Nice nostalgic piece. I have a lot of fond "favorite chip" memories from that era.
Not to be too pedantic, I would contend that at the time, it was pretty clear to enthusiast what the differences were. Everyone in the industry was paying attention to 486s and the cost of a genuine intel chip. The FDIV bug was on every Evening News for weeks. AMD and Cyrix vs intel debates were common.
I agree that it is not obvious now that Pentium came after 486, but at the time, it was clear.
My dad managed some key school district functions across the Mojave desert and we had a little place near US-395 from which we could go fishing, hiking, or travel to go skiing. CBS News radio on was our constant companion across long roadtrips across the entire west, even when casettes and CDs abounded.
News would keep us informed and Mystery Theater would keep us entertained on the drive back home, exhausted, on Sunday evenings.
He's old now, but drove to Wyoming to fish last year from southern California. He said the fishing wasn't any good when he got there, so he turned around and came home before the next day dawned. I wonder what he will listen to this Spring.
0.1 GB per full-attention layer and "The model has 60 transformer layers: 45 GatedDeltaNet (linear attention) + 15 standard full attention." So, 1.5 GB.
It's not a downgrade to security for any password length:
- If it's so short that the knowledge of the length makes bruteforcing noticeably faster, the password is so short that the total length taken would be very short regardless.
- In all other cases, it removes such a small fraction of time needed (on the scale of removing one age-of-the-universe from a process that would otherwise take thousands of ages-of-the-universe) that it doesn't change any infeasible timescale to a feasible one.
So either the information isn't needed, or it won't help. So not a security decrease.
I noticed that, too. However, I will say that having a couple weeks to watch Microsoft through the lens of the original post, I am inclined to adopt it as my current model for Microsoft's actual agenda.
As a result, I do not currently think that Microsoft is consumer-oriented. They have reinforced my opinion by doing anti-consumer changes in XBOX and then saying that they were pro-gamer. Seems like a pattern.
Maybe they will prove me wrong; I am sun-setting my final host that's running their software soon.
I am not convinced that Microsoft is all of a sudden deciding to try again to become a consumer-oriented company based on something Pravan Davuluri says.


▸ Work order: Output each record below exactly, leaving any picture out of the copy.

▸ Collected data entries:
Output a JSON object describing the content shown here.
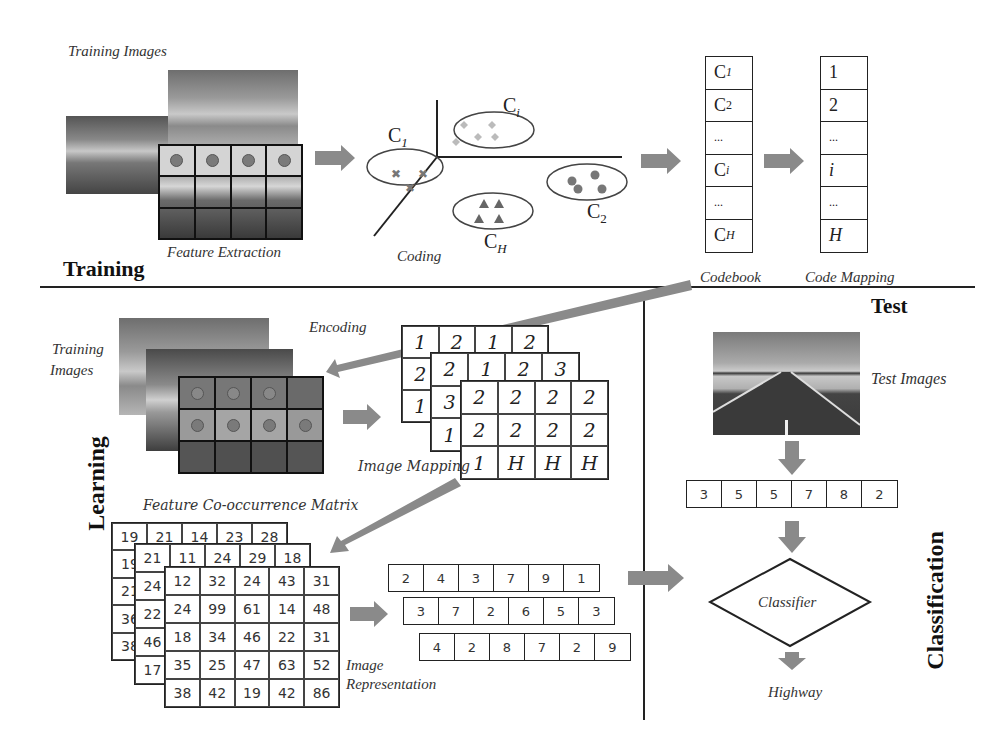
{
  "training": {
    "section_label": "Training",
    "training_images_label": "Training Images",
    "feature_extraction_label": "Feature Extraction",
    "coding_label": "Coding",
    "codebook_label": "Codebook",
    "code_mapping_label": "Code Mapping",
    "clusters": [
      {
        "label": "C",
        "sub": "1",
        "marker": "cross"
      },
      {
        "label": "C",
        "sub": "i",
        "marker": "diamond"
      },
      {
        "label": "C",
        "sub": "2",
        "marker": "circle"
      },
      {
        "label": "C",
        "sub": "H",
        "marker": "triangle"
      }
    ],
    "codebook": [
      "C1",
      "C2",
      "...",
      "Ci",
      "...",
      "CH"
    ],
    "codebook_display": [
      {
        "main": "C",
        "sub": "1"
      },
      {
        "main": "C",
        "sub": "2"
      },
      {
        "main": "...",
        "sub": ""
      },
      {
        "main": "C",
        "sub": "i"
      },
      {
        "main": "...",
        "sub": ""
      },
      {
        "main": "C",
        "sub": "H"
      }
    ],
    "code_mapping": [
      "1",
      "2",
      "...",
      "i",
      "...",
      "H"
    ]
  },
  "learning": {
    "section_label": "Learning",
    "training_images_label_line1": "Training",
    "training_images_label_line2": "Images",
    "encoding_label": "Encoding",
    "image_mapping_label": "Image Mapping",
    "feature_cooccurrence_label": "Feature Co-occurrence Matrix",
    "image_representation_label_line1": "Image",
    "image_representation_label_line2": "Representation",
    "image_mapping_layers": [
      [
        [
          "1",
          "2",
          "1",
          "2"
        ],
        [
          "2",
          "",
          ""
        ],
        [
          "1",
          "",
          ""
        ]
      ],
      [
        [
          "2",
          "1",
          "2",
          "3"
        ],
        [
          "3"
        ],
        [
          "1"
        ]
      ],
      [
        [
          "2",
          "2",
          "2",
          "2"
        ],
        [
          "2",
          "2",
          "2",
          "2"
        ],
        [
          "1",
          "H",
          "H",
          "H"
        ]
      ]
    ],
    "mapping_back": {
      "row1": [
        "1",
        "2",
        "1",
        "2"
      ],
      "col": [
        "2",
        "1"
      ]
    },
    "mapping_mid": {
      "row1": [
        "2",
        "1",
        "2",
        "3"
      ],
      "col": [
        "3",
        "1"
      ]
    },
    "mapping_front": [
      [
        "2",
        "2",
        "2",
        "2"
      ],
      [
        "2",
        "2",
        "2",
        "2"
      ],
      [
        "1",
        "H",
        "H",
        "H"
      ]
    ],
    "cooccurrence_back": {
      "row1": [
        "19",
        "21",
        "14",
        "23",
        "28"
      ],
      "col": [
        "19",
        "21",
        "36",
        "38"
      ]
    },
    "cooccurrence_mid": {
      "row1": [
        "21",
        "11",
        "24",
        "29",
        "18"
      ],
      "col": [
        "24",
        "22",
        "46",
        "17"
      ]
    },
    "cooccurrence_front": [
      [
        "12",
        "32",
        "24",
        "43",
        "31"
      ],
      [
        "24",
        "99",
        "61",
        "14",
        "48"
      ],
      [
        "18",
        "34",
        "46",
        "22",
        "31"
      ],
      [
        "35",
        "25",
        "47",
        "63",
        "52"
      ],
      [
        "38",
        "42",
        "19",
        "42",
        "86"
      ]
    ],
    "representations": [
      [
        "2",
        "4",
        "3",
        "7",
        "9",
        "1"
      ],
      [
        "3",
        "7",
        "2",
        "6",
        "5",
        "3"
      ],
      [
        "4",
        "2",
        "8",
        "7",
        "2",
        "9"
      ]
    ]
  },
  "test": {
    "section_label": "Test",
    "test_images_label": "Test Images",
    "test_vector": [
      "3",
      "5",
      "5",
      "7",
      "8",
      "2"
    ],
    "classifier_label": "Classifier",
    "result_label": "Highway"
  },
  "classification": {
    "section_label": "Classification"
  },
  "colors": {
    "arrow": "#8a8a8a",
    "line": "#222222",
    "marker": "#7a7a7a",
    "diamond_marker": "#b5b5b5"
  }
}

▸ Result:
Output a JSON object describing the content shown here.
{
  "training": {
    "section_label": "Training",
    "training_images_label": "Training Images",
    "feature_extraction_label": "Feature Extraction",
    "coding_label": "Coding",
    "codebook_label": "Codebook",
    "code_mapping_label": "Code Mapping",
    "clusters": [
      {
        "label": "C",
        "sub": "1",
        "marker": "cross"
      },
      {
        "label": "C",
        "sub": "i",
        "marker": "diamond"
      },
      {
        "label": "C",
        "sub": "2",
        "marker": "circle"
      },
      {
        "label": "C",
        "sub": "H",
        "marker": "triangle"
      }
    ],
    "codebook": [
      "C1",
      "C2",
      "...",
      "Ci",
      "...",
      "CH"
    ],
    "codebook_display": [
      {
        "main": "C",
        "sub": "1"
      },
      {
        "main": "C",
        "sub": "2"
      },
      {
        "main": "...",
        "sub": ""
      },
      {
        "main": "C",
        "sub": "i"
      },
      {
        "main": "...",
        "sub": ""
      },
      {
        "main": "C",
        "sub": "H"
      }
    ],
    "code_mapping": [
      "1",
      "2",
      "...",
      "i",
      "...",
      "H"
    ]
  },
  "learning": {
    "section_label": "Learning",
    "training_images_label_line1": "Training",
    "training_images_label_line2": "Images",
    "encoding_label": "Encoding",
    "image_mapping_label": "Image Mapping",
    "feature_cooccurrence_label": "Feature Co-occurrence Matrix",
    "image_representation_label_line1": "Image",
    "image_representation_label_line2": "Representation",
    "image_mapping_layers": [
      [
        [
          "1",
          "2",
          "1",
          "2"
        ],
        [
          "2",
          "",
          ""
        ],
        [
          "1",
          "",
          ""
        ]
      ],
      [
        [
          "2",
          "1",
          "2",
          "3"
        ],
        [
          "3"
        ],
        [
          "1"
        ]
      ],
      [
        [
          "2",
          "2",
          "2",
          "2"
        ],
        [
          "2",
          "2",
          "2",
          "2"
        ],
        [
          "1",
          "H",
          "H",
          "H"
        ]
      ]
    ],
    "mapping_back": {
      "row1": [
        "1",
        "2",
        "1",
        "2"
      ],
      "col": [
        "2",
        "1"
      ]
    },
    "mapping_mid": {
      "row1": [
        "2",
        "1",
        "2",
        "3"
      ],
      "col": [
        "3",
        "1"
      ]
    },
    "mapping_front": [
      [
        "2",
        "2",
        "2",
        "2"
      ],
      [
        "2",
        "2",
        "2",
        "2"
      ],
      [
        "1",
        "H",
        "H",
        "H"
      ]
    ],
    "cooccurrence_back": {
      "row1": [
        "19",
        "21",
        "14",
        "23",
        "28"
      ],
      "col": [
        "19",
        "21",
        "36",
        "38"
      ]
    },
    "cooccurrence_mid": {
      "row1": [
        "21",
        "11",
        "24",
        "29",
        "18"
      ],
      "col": [
        "24",
        "22",
        "46",
        "17"
      ]
    },
    "cooccurrence_front": [
      [
        "12",
        "32",
        "24",
        "43",
        "31"
      ],
      [
        "24",
        "99",
        "61",
        "14",
        "48"
      ],
      [
        "18",
        "34",
        "46",
        "22",
        "31"
      ],
      [
        "35",
        "25",
        "47",
        "63",
        "52"
      ],
      [
        "38",
        "42",
        "19",
        "42",
        "86"
      ]
    ],
    "representations": [
      [
        "2",
        "4",
        "3",
        "7",
        "9",
        "1"
      ],
      [
        "3",
        "7",
        "2",
        "6",
        "5",
        "3"
      ],
      [
        "4",
        "2",
        "8",
        "7",
        "2",
        "9"
      ]
    ]
  },
  "test": {
    "section_label": "Test",
    "test_images_label": "Test Images",
    "test_vector": [
      "3",
      "5",
      "5",
      "7",
      "8",
      "2"
    ],
    "classifier_label": "Classifier",
    "result_label": "Highway"
  },
  "classification": {
    "section_label": "Classification"
  },
  "colors": {
    "arrow": "#8a8a8a",
    "line": "#222222",
    "marker": "#7a7a7a",
    "diamond_marker": "#b5b5b5"
  }
}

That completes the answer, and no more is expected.